Eligibility & Criteria

National Planning Landmark Award

Recognizing a planning project, initiative, or endeavor that is historically significant and that may be used or accessed by the public. Nominated landmarks must date back at least 25 years from the nomination deadline (September 8, 1984, or earlier).

Eligibility & Criteria

National Planning Achievement Awards

The Pierre L'Enfant International Planning Award

This award recognizes planning practices and efforts undertaken outside the United States to promote communities of lasting value. The award criteria are based on a set of goals developed by the Global Planners Network Congress in 2008 through its Zhenjiang Communiqué that was presented at the World Urban Forum 5.

Eligibility & Criteria

For a Hard-Won Victory

For a planning initiative or other planning effort undertaken by a community, neighborhood, citizens group, or jurisdiction in the face of difficult, challenging, or adverse conditions because of natural disasters, local circumstances, financial or organizational constraints, social factors or other causes. This award recognizes the positive effect of hard-won victories by professional planners, citizen planners, or both.

Eligibility & Criteria

Advancing Diversity & Social Change (Paul Davidoff Award)

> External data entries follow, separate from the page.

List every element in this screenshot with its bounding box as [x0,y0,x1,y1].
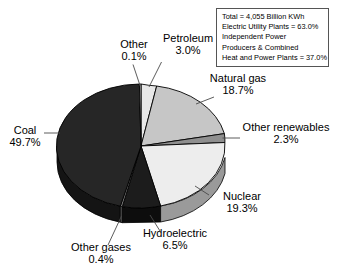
label-other-name: Other [110,38,158,50]
label-coal-name: Coal [4,124,46,136]
note-line-independent: Independent Power [222,32,324,42]
leader-other [133,65,140,87]
label-other-pct: 0.1% [110,50,158,62]
label-petroleum-pct: 3.0% [152,44,224,56]
pie-wall-hydroelectric [122,206,160,223]
label-hydroelectric: Hydroelectric 6.5% [133,227,217,252]
label-hydroelectric-pct: 6.5% [133,239,217,251]
label-natural-gas-name: Natural gas [198,72,278,84]
note-line-total: Total = 4,055 Billion KWh [222,12,324,22]
label-other-gases-name: Other gases [62,241,140,253]
note-line-heatpower: Heat and Power Plants = 37.0% [222,53,324,63]
leader-petroleum [149,62,162,87]
label-other-renewables: Other renewables 2.3% [238,121,334,146]
label-other: Other 0.1% [110,38,158,63]
label-nuclear: Nuclear 19.3% [210,190,274,215]
note-line-utility: Electric Utility Plants = 63.0% [222,22,324,32]
label-hydroelectric-name: Hydroelectric [133,227,217,239]
label-coal: Coal 49.7% [4,124,46,149]
note-line-producers: Producers & Combined [222,43,324,53]
label-other-renewables-pct: 2.3% [238,133,334,145]
label-petroleum: Petroleum 3.0% [152,32,224,57]
label-nuclear-name: Nuclear [210,190,274,202]
leader-natural-gas [196,97,214,104]
summary-note-box: Total = 4,055 Billion KWh Electric Utili… [216,8,329,67]
label-other-gases-pct: 0.4% [62,253,140,265]
label-natural-gas: Natural gas 18.7% [198,72,278,97]
label-other-renewables-name: Other renewables [238,121,334,133]
label-other-gases: Other gases 0.4% [62,241,140,266]
label-petroleum-name: Petroleum [152,32,224,44]
label-coal-pct: 49.7% [4,136,46,148]
label-nuclear-pct: 19.3% [210,202,274,214]
label-natural-gas-pct: 18.7% [198,84,278,96]
pie-chart-figure: Total = 4,055 Billion KWh Electric Utili… [0,0,337,276]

This award honors a project, group, individual, or organization that promotes diversity, demonstrates a sustained social commitment to advocacy within the planning field or through planning practice, or addresses the concerns of women and minorities through specific actions or contributions to planning initiatives in the community. The award honors the late APA member, Paul Davidoff, for his contributions to the planning field.

Examples: A general or comprehensive plan that improves the living conditions of those in an underrepresented neighborhood, an individual working to improve the lives of others, a policy that addresses a need not currently met through other efforts.

Eligibility & Criteria

National Planning Leadership Awards

The following seven awards honor individuals for outstanding, significant, and sustained contributions to, and in support of, planning and the planning profession.

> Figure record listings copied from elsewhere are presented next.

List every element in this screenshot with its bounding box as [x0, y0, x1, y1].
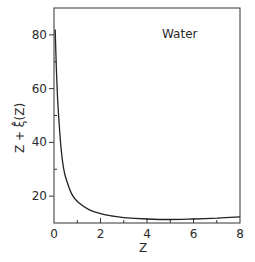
tick-labels: 0246820406080: [32, 28, 244, 241]
y-tick-label: 80: [32, 28, 47, 42]
y-tick-label: 60: [32, 82, 47, 96]
line-chart: 0246820406080 Water Z Z + ξ̂(Z): [0, 0, 255, 262]
y-tick-label: 20: [32, 189, 47, 203]
chart-container: 0246820406080 Water Z Z + ξ̂(Z): [0, 0, 255, 262]
x-tick-label: 6: [190, 227, 198, 241]
x-tick-label: 8: [236, 227, 244, 241]
x-tick-label: 0: [50, 227, 58, 241]
y-axis-label: Z + ξ̂(Z): [11, 103, 27, 153]
data-series-water: [55, 30, 240, 220]
x-tick-label: 2: [97, 227, 105, 241]
x-axis-label: Z: [139, 241, 147, 255]
series-annotation: Water: [162, 27, 198, 41]
plot-border: [54, 8, 240, 223]
x-tick-label: 4: [143, 227, 151, 241]
y-tick-label: 40: [32, 135, 47, 149]
axis-ticks: [49, 35, 217, 223]
plot-frame: [54, 8, 240, 223]
series-line: [55, 30, 240, 220]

AICP National Planning Leadership Award for a Professional Planner

Recognizes an individual's sustained contribution to the profession through distinguished practice, teaching, or writing.

Eligibility & Criteria

International Leadership Award

This award recognizes the contributions of an individual that extend beyond traditional country borders and planning efforts in countries other than the United States. Given increasing globalization, planners must often expand their vision to encompass international concerns. Issues can include social equality and livable communities, as well as environmental and ecological issues. Planners today must maintain a global awareness and seek insights beyond traditional country borders.

Eligibility & Criteria

Planning Advocate

Recognizes an individual, appointed or elected official who has advanced or promoted the cause of planning in the public arena.

Examples: Engaged citizens demonstrating outstanding leadership in a community, region, or state; members of planning commissions, board of appeals, economic development boards, environmental or historic preservation councils, or other appointed officials; elected officials holding office at the local, regional, or state level; citizen activists or neighborhood leaders.

Eligibility & Criteria

Student Planner

Recognizes one graduate student and one undergraduate student of a Planning Accreditation Board-approved planning program for outstanding achievement during the nominee's academic career in planning.

Eligibility & Criteria

AICP National Planning Pioneer Award

Honoring pioneers of the profession who have made personal and direct innovations in American planning that have significantly and positively redirected planning practice, education, or theory with long-term results.

Eligibility & Criteria

The Distinguished Service Award

Recognizes an APA member's contributions to the development and mission of the American Planning Association in a substantial manner over a sustained period of time.

Eligibility & Criteria

The Distinguished Contribution Award

Recognizing an APA member who has contributed to the goals and objectives of the American Planning Association and to its development plan through an extraordinary effort over a short period of time.